Pc Stephen Mitchell was found guilty of the charges by a jury of six men and six women after 21 hours and 16 minutes deliberation at Newcastle Crown Court. He was cleared of six counts of misconduct and one of assault. Verdicts are yet to be reached on two charges of rape, three indecent assaults and one of misconduct.

Mitchell, 42, of Glasgow, stared straight ahead as the guilty verdicts, each by a majority of 10 to two, were read out.

The Northumbria Police officer was cleared of three counts of rape, two indecent assaults and two counts of misconduct in a public office at the court on Friday. He had denied all charges, claiming that the 16 women who made complaints against him were liars.
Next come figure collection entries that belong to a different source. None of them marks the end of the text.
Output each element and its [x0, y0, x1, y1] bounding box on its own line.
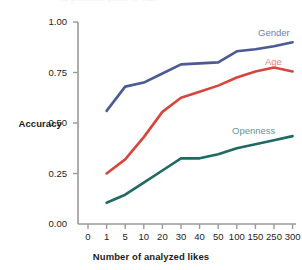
chart-figure: he predictive power of likes 0.000.250.5… [0, 0, 302, 270]
series-label-gender: Gender [258, 28, 290, 38]
series-label-age: Age [265, 57, 282, 67]
series-line-openness [107, 136, 293, 203]
x-tick-label: 300 [280, 232, 302, 242]
y-tick-label: 0.00 [33, 219, 67, 229]
series-line-gender [107, 42, 293, 111]
y-tick-label: 0.75 [33, 68, 67, 78]
series-label-openness: Openness [232, 126, 275, 136]
axes [78, 22, 296, 224]
y-tick-label: 0.25 [33, 169, 67, 179]
y-axis-title: Accuracy [6, 118, 62, 129]
y-tick-label: 1.00 [33, 17, 67, 27]
x-axis-title: Number of analyzed likes [0, 251, 302, 262]
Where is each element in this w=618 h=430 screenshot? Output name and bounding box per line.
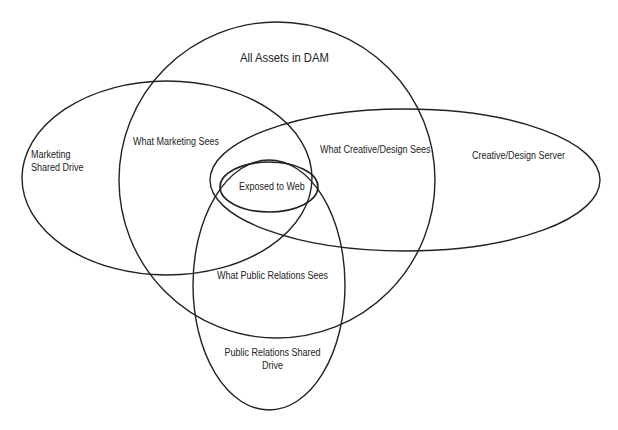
pr-drive-line1: Public Relations Shared [223,346,322,359]
marketing-drive-label: Marketing Shared Drive [31,148,84,174]
marketing-drive-line2: Shared Drive [31,161,84,174]
exposed-to-web-label: Exposed to Web [239,180,305,193]
creative-server-label: Creative/Design Server [472,149,565,162]
pr-drive-line2: Drive [223,359,322,372]
marketing-ellipse [22,81,312,275]
what-pr-sees-label: What Public Relations Sees [217,269,328,282]
what-creative-sees-label: What Creative/Design Sees [320,143,431,156]
venn-diagram: All Assets in DAM Marketing Shared Drive… [0,0,618,430]
what-marketing-sees-label: What Marketing Sees [133,135,219,148]
pr-drive-label: Public Relations Shared Drive [223,346,322,372]
all-assets-label: All Assets in DAM [240,52,329,65]
marketing-drive-line1: Marketing [31,148,84,161]
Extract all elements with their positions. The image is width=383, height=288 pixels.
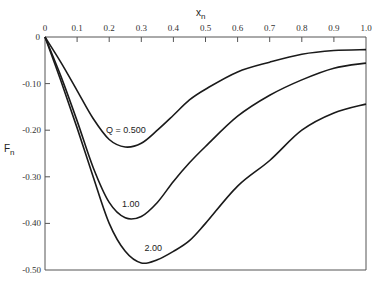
axes: 00.10.20.30.40.50.60.70.80.91.00-0.10-0.…: [22, 23, 372, 275]
y-tick-label: -0.10: [22, 79, 41, 89]
curve-label: 1.00: [122, 199, 140, 209]
curve-label: Q = 0.500: [106, 125, 146, 135]
curve-line: [45, 37, 366, 263]
x-tick-label: 0.3: [136, 23, 148, 33]
y-tick-label: -0.50: [22, 265, 41, 275]
x-tick-label: 0.6: [232, 23, 244, 33]
x-tick-label: 0.8: [296, 23, 308, 33]
x-tick-label: 0.5: [200, 23, 212, 33]
x-tick-label: 0.9: [328, 23, 340, 33]
x-tick-label: 0.7: [264, 23, 276, 33]
y-tick-label: -0.20: [22, 125, 41, 135]
curves: [45, 37, 366, 263]
x-tick-label: 0: [43, 23, 48, 33]
x-tick-label: 0.4: [168, 23, 180, 33]
y-tick-label: -0.30: [22, 172, 41, 182]
curve-line: [45, 37, 366, 147]
y-axis-title: Fn: [4, 143, 15, 157]
curve-line: [45, 37, 366, 219]
chart-canvas: 00.10.20.30.40.50.60.70.80.91.00-0.10-0.…: [0, 0, 383, 288]
x-tick-label: 1.0: [360, 23, 372, 33]
curve-label: 2.00: [145, 243, 163, 253]
y-tick-label: -0.40: [22, 218, 41, 228]
x-tick-label: 0.1: [71, 23, 82, 33]
x-axis-title: xn: [196, 7, 205, 21]
x-tick-label: 0.2: [104, 23, 115, 33]
y-tick-label: 0: [36, 32, 41, 42]
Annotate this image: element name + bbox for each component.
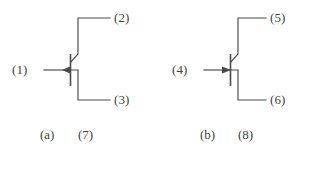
left-emitter-terminal-label: (3)	[114, 92, 129, 108]
left-caption-number: (7)	[78, 127, 93, 143]
transistor-figure: (1) (2) (3) (a) (7) (4) (5) (6) (b) (8)	[0, 0, 324, 170]
left-transistor-symbol	[44, 18, 110, 100]
right-caption-number: (8)	[238, 127, 253, 143]
left-collector-terminal-label: (2)	[114, 10, 129, 26]
right-transistor-symbol	[204, 18, 266, 100]
left-arrowhead-icon	[62, 67, 70, 74]
right-collector-terminal-label: (5)	[270, 10, 285, 26]
right-arrowhead-icon	[222, 66, 231, 73]
left-caption-letter: (a)	[40, 127, 54, 143]
left-collector-lead	[71, 18, 110, 62]
right-collector-lead	[231, 18, 266, 62]
right-emitter-terminal-label: (6)	[270, 92, 285, 108]
right-emitter-lead	[231, 70, 266, 100]
right-caption-letter: (b)	[200, 127, 215, 143]
left-base-terminal-label: (1)	[12, 62, 27, 78]
right-base-terminal-label: (4)	[172, 62, 187, 78]
left-emitter-lead	[71, 70, 110, 100]
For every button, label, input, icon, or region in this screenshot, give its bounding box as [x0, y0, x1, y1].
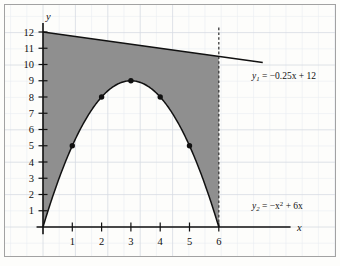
parabola-equation-label: y2 = −x2 + 6x — [251, 200, 303, 213]
parabola-equation-rhs-pre: = −x — [260, 201, 280, 211]
y-tick-label: 11 — [24, 43, 34, 54]
y-tick-label: 8 — [29, 92, 34, 103]
parabola-equation-rhs-post: + 6x — [283, 201, 303, 211]
line-equation-rhs: = −0.25x + 12 — [260, 71, 317, 81]
data-point-marker — [99, 94, 104, 99]
data-point-marker — [187, 143, 192, 148]
data-point-marker — [70, 143, 75, 148]
y-tick-label: 7 — [29, 108, 34, 119]
x-tick-label: 1 — [70, 236, 75, 247]
y-tick-label: 12 — [24, 27, 35, 38]
y-tick-label: 4 — [29, 157, 35, 168]
y-tick-label: 9 — [29, 75, 34, 86]
line-equation-label: y1 = −0.25x + 12 — [251, 71, 316, 82]
y-tick-label: 3 — [29, 173, 34, 184]
x-axis-label: x — [296, 222, 302, 233]
y-axis-label: y — [45, 11, 51, 22]
graph-plot: 123456 123456789101112 x y y1 = −0.25x +… — [0, 0, 340, 266]
y-tick-label: 5 — [29, 140, 34, 151]
y-tick-label: 6 — [29, 124, 34, 135]
y-tick-label: 2 — [29, 189, 34, 200]
x-tick-label: 3 — [128, 236, 133, 247]
y-tick-label: 10 — [24, 59, 35, 70]
data-point-marker — [128, 78, 133, 83]
figure-container: 123456 123456789101112 x y y1 = −0.25x +… — [0, 0, 340, 266]
x-tick-label: 6 — [216, 236, 221, 247]
x-tick-label: 2 — [99, 236, 104, 247]
data-point-marker — [158, 94, 163, 99]
x-tick-label: 5 — [187, 236, 192, 247]
y-tick-label: 1 — [29, 205, 34, 216]
x-tick-label: 4 — [158, 236, 164, 247]
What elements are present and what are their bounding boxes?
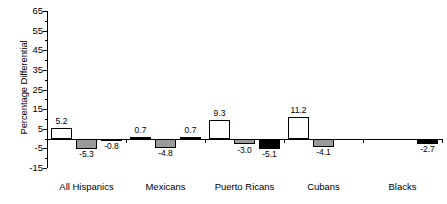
bar: [259, 139, 280, 149]
x-tick: [442, 139, 443, 143]
y-axis-label: Percentage Differential: [18, 13, 29, 163]
y-tick-minor: [45, 40, 48, 41]
bar-value-label: -4.1: [306, 148, 341, 157]
y-tick-minor: [45, 60, 48, 61]
bar: [209, 120, 230, 138]
bar-value-label: 0.7: [123, 126, 158, 135]
bar: [417, 139, 438, 144]
bar-value-label: 0.7: [173, 126, 208, 135]
bar: [130, 137, 151, 139]
bar-value-label: -5.3: [69, 150, 104, 159]
x-tick: [47, 139, 48, 143]
y-tick-label: -15: [29, 163, 43, 173]
category-label: Puerto Ricans: [215, 182, 275, 192]
x-tick: [205, 139, 206, 143]
bar-value-label: 5.2: [44, 117, 79, 126]
y-tick: [43, 50, 47, 51]
category-label: All Hispanics: [59, 182, 113, 192]
y-tick-label: 45: [32, 46, 43, 56]
y-tick: [43, 129, 47, 130]
bar-value-label: -5.1: [252, 150, 287, 159]
y-tick-label: -5: [35, 144, 43, 154]
bar: [288, 117, 309, 139]
category-label: Mexicans: [145, 182, 185, 192]
y-tick-label: 35: [32, 65, 43, 75]
y-tick: [43, 31, 47, 32]
y-tick: [43, 168, 47, 169]
y-tick: [43, 148, 47, 149]
y-tick-label: 5: [38, 124, 43, 134]
bar: [155, 139, 176, 148]
x-tick: [363, 139, 364, 143]
y-tick-label: 65: [32, 6, 43, 16]
bar: [180, 137, 201, 139]
category-label: Cubans: [307, 182, 340, 192]
y-tick: [43, 109, 47, 110]
y-axis-spine: [47, 11, 48, 168]
bar-value-label: 11.2: [281, 106, 316, 115]
y-tick: [43, 70, 47, 71]
bar-chart: Percentage Differential 6555453525155-5-…: [0, 0, 447, 204]
y-tick-label: 55: [32, 26, 43, 36]
y-tick-minor: [45, 80, 48, 81]
bar-value-label: -4.8: [148, 149, 183, 158]
bar-value-label: -0.8: [94, 142, 129, 151]
y-tick-label: 15: [32, 104, 43, 114]
bar-value-label: -2.7: [410, 145, 445, 154]
bar: [313, 139, 334, 147]
category-label: Blacks: [389, 182, 417, 192]
x-tick: [284, 139, 285, 143]
y-tick-label: 25: [32, 85, 43, 95]
bar: [234, 139, 255, 145]
y-tick: [43, 90, 47, 91]
y-tick-minor: [45, 21, 48, 22]
y-tick-minor: [45, 158, 48, 159]
y-tick-minor: [45, 99, 48, 100]
plot-area: 6555453525155-5-15 5.2-5.3-0.80.7-4.80.7…: [47, 11, 442, 168]
y-tick: [43, 11, 47, 12]
bar-value-label: 9.3: [202, 109, 237, 118]
bar: [51, 128, 72, 138]
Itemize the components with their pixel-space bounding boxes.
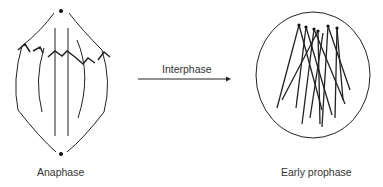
early-prophase-label: Early prophase	[281, 166, 352, 178]
interphase-label: Interphase	[162, 63, 212, 75]
early-prophase-figure	[256, 12, 370, 138]
interphase-arrow	[138, 77, 231, 82]
cell-cycle-diagram	[0, 0, 383, 187]
anaphase-figure	[16, 9, 110, 156]
spindle-pole-top	[59, 9, 63, 13]
anaphase-label: Anaphase	[37, 166, 84, 178]
spindle-pole-bottom	[59, 152, 63, 156]
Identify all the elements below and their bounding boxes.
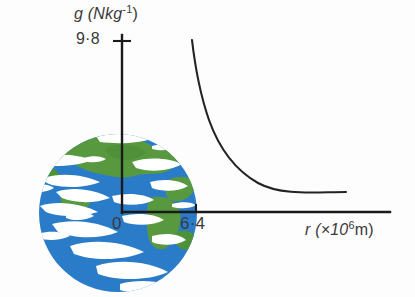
y-axis-exponent: -1 xyxy=(122,3,132,15)
origin-label: 0 xyxy=(112,214,122,234)
x-axis-tick-label: 6·4 xyxy=(180,214,205,234)
y-axis-close-paren: ) xyxy=(132,5,138,22)
x-axis-label: r (×106m) xyxy=(305,219,374,239)
figure-canvas xyxy=(0,0,415,297)
x-axis-symbol: r (×10 xyxy=(305,221,348,238)
physics-figure: g (Nkg-1) 9·8 0 6·4 r (×106m) xyxy=(0,0,415,297)
x-axis-unit: m) xyxy=(355,221,374,238)
y-axis-symbol: g (Nkg xyxy=(74,5,122,22)
field-strength-curve xyxy=(192,40,346,193)
y-axis-tick-label: 9·8 xyxy=(76,30,100,48)
y-axis-label: g (Nkg-1) xyxy=(74,3,138,23)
During a five-week trial, the prosecution said Mitchell preyed on heroin addicts, shoplifters and a disabled teenager by offering them help while in custody at Pilgrim Street police station in Newcastle city centre, then demanding sexual favours afterwards.

He had a hold over one woman for three-and-a-half years, even trying to keep her on heroin after she had quit, which only ended when she went into hiding after he raped her in handcuffs at her home, the court heard.

Others were flattered then propositioned while still in custody with a view to beginning sexual relations later, the jury was told.

Mitchell claimed the women colluded against him after a rumour which he said had been made up by one claimant was picked up by others in the close-knit criminal fraternity. The officer claimed: "These people will grab any opportunity they can."

The jury will be sent out for a fifth day of deliberation on Wednesday morning. Mitchell was remanded in custody.